RHEL6 - disable the tiered-progress bar during boot

14

8

How do you get RHEL6 to display the "traditional" display of startup information instead of the tiered/stacked progress bar?

The standard info dump is displayed during shutdown.

warren

Posted 2011-03-15T14:55:01.967

Reputation: 8 599

The same occurs in Fedora and should not be limited to RHEL6. – bwDraco – 2012-01-19T17:56:21.870

@DragonLord - haven't dealt with Fedora - but will add the tag for future reference – warren – 2012-02-10T15:33:58.153

1Just hit the ESC key the moment the bar show up. – None – 2013-11-06T20:11:08.237

Answers

9

plymouth-set-default-theme text
/usr/libexec/plymouth/plymouth-update-initrd

or, remove "rhgb quiet" from the Grub configuration (/boot/grub/menu.lst).

Hyppy

Posted 2011-03-15T14:55:01.967

Reputation: 3 636

On a fresh install of Scientific Linux 6.5, with 'quite' removed from kernel cmdline (but 'rhgb' kept), the 'text' theme didn't show any log text, but the 'details' theme did. – alexei – 2014-09-15T23:04:04.523

Just type this: 'plymouth-set-default-theme details --rebuild-initrd' and reboot. – Kriston – 2015-01-06T06:03:30.090

11

If you boot in text mode which is how most servers would be set up you have to do the following. In text mode, plymouth paints a colorful text bar which is difficult to completely remove. It's NOT in chkconfig and disabling "rhgb" and "quiet" do not disable this feature. Here's how to do it properly in CentOS 6.x. Steps 1 and 2 also disable features that can cause trouble on a server or virtual machine that should not be provisioned with a graphical console.
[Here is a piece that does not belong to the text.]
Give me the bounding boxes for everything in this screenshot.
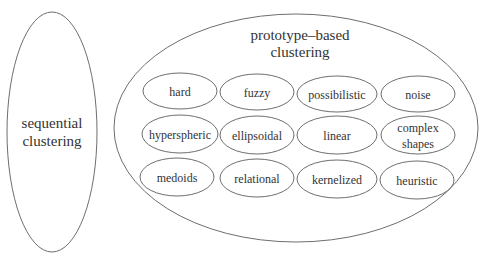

1) Remove rhgb and quiet from the "kernel" line(s) in /boot/grub/grub.conf.

2) Remove or comment out the splashimage and hiddenmenu lines.

3) Type plymouth-set-default-theme details --rebuild-initrd.

4) Restart and see if it works.

On the bright side the boot time messages are all saved in /var/spool/plymouth/boot.log and /var/log/boot.log.

When I think about it a little more, I realized that since I'm usually not in front of the server's screen anyway, the plymouth system is not a terrible thing. However, when I'm debugging startup problems when I am in front of the server's screen, plymouth is a nuisance that should have been made easier to remove.

Kriston

Posted 2011-03-15T14:55:01.967

Reputation: 111

2steps 3 and 4 can be combined into a single operation: plymouth-set-default-theme details --rebuild-initrd – hakamadare – 2012-04-13T15:12:07.173

4

The program that shows you the fancy loading screen is called Plymouth.
See if you can find it with checkconfig --list, and disabled the service if needed.

If that isn't the cause, it's probably the "quiet" option in Grub. Disable it by removing the word quiet from the boot options in your /boot/grub/menu.lst file.

Kenny Rasschaert

Posted 2011-03-15T14:55:01.967

Reputation: 992

3

Just found this method, and it seems the cleanest way:

grubby --update-kernel=ALL --remove-args="rhgb quiet"

user426209

Posted 2011-03-15T14:55:01.967

Reputation: 31

1

Actually, removing rhgb, which I presume stands for "RedHatGraphicalBoot" solved this issue for me on CentOS6.

Just add this line to your post install ks.conf script:

#Save original, just in case
rsync /boot/grub/grub.conf /boot/grub/grub.conf.orig
#edit and output to /tmp/grub.conf
cat /boot/grub/grub.conf |sed -e s/rhgb// > /tmp/grub.conf 
#replace & remove temp
cat /tmp/grub.conf > /boot/grub/grub.conf ; rm -f /tmp/grub.conf

vadim

Posted 2011-03-15T14:55:01.967

Reputation: 11

1

Or in one line (less maintenance and at least as easy to understand):

sed -i .orig s/rhgb///g /boot/grub/grub.conf

Creates a backup first, and edits the file inline.